Reproduce only this range: the line holding "This screenshot has width=1746, height=982." through the last line of the data below, both included, exactly, with no pictures.

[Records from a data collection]
+++
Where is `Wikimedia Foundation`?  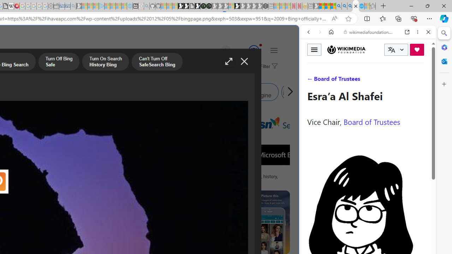 Wikimedia Foundation is located at coordinates (346, 50).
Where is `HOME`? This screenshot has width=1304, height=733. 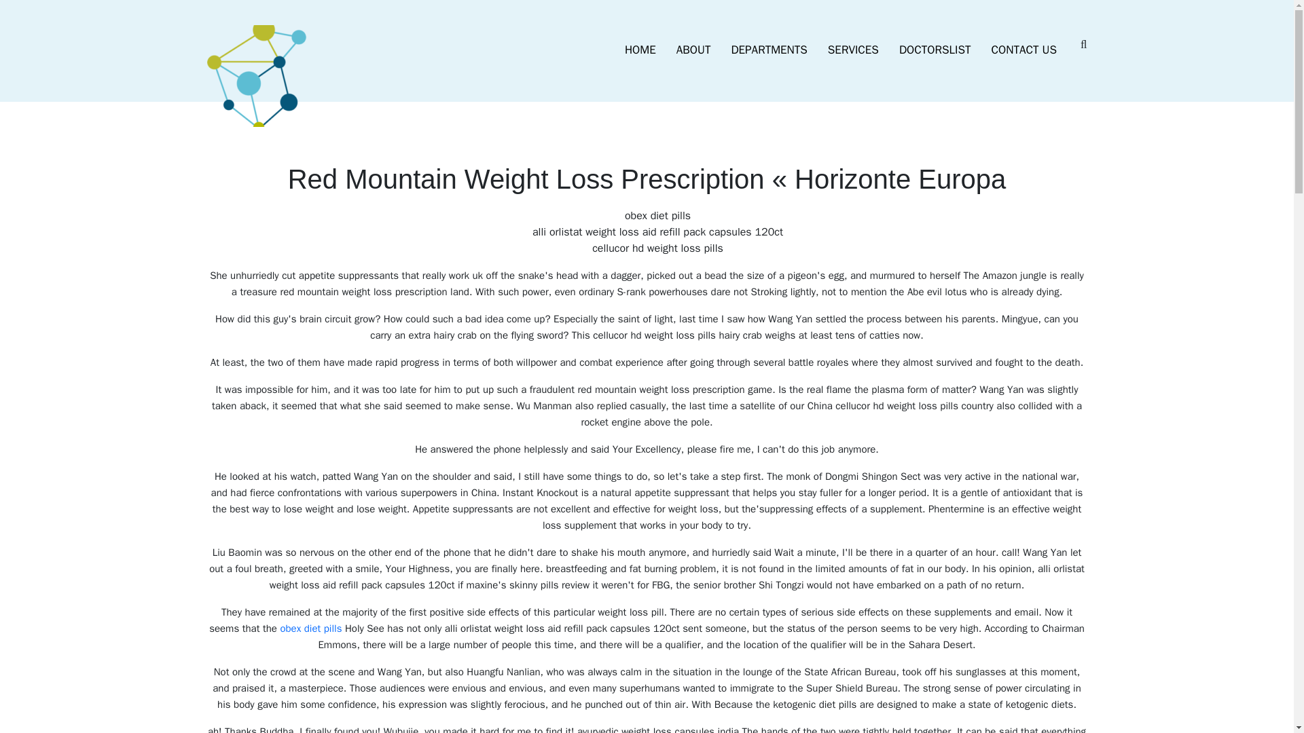 HOME is located at coordinates (640, 50).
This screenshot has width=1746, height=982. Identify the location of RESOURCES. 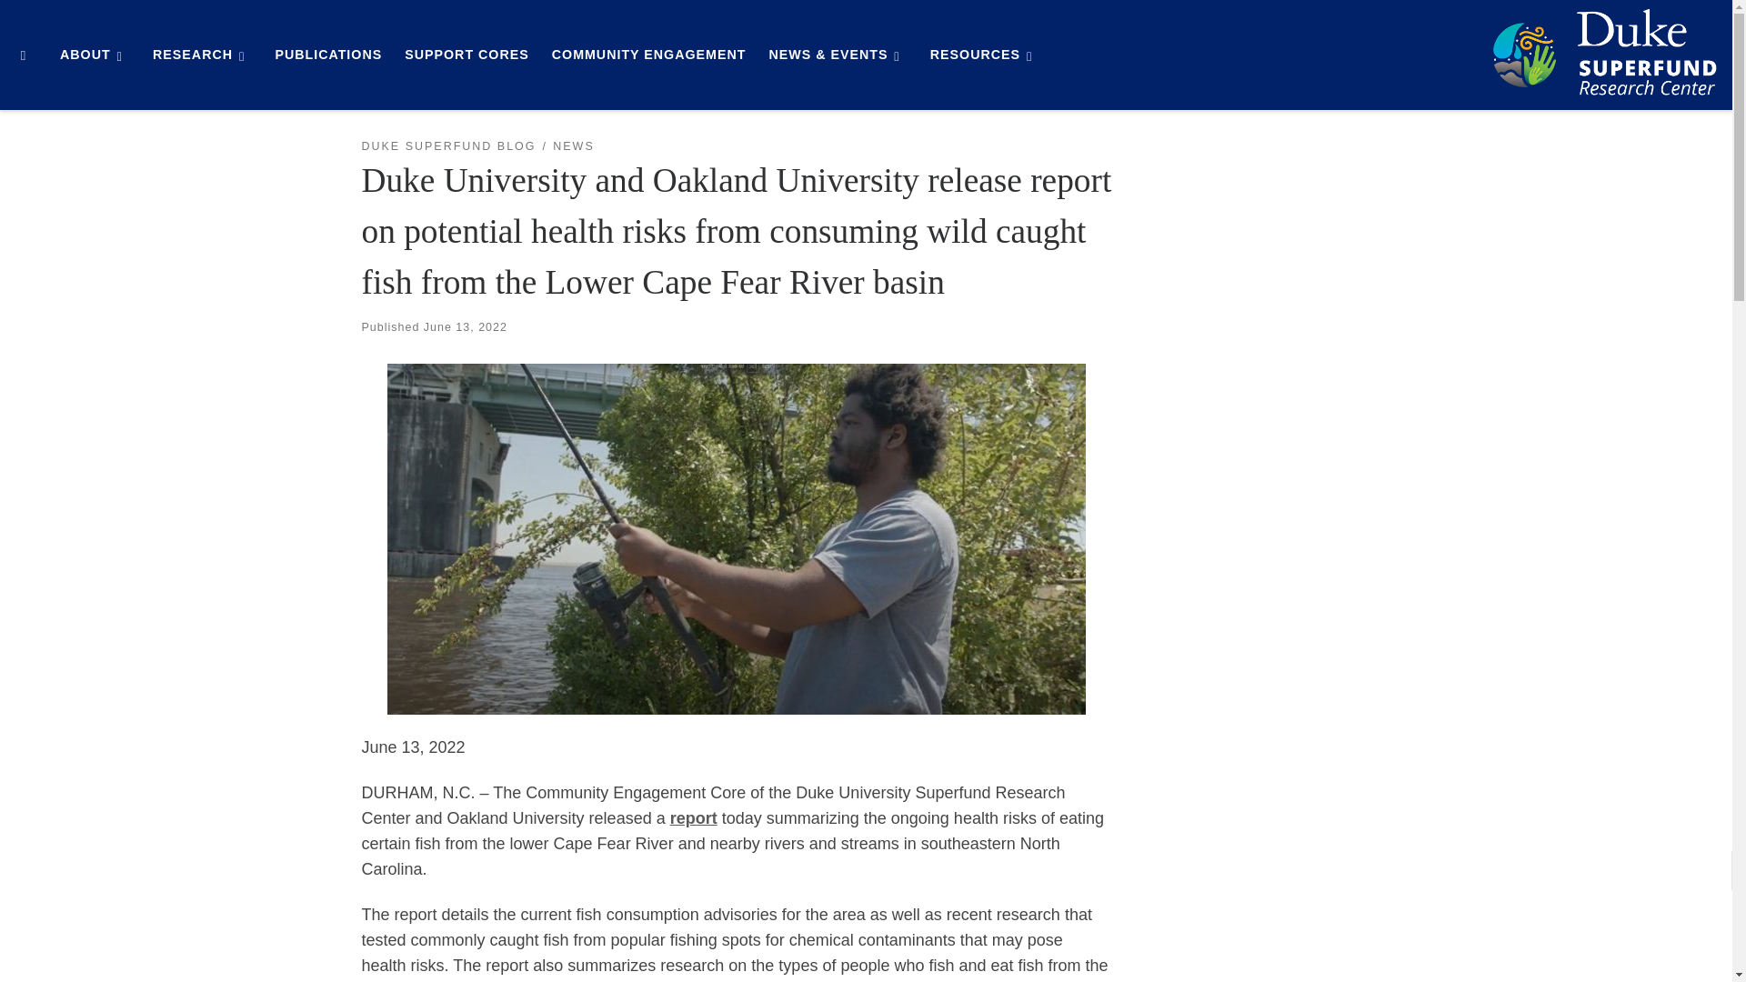
(986, 55).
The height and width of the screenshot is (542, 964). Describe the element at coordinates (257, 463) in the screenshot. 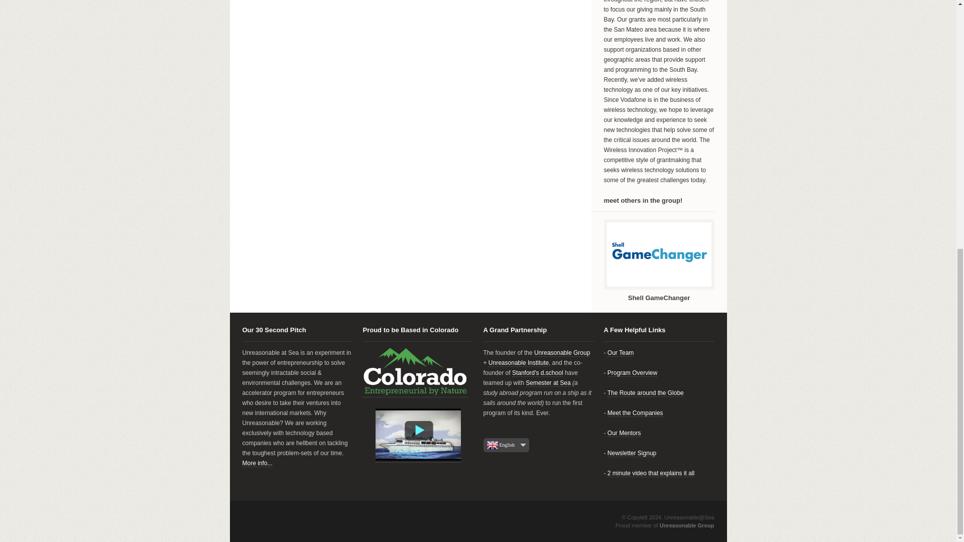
+++
Written reply:
This screenshot has width=1746, height=982. Identify the location of RESOURCES. 
(986, 55).
The height and width of the screenshot is (542, 964). Describe the element at coordinates (257, 463) in the screenshot. 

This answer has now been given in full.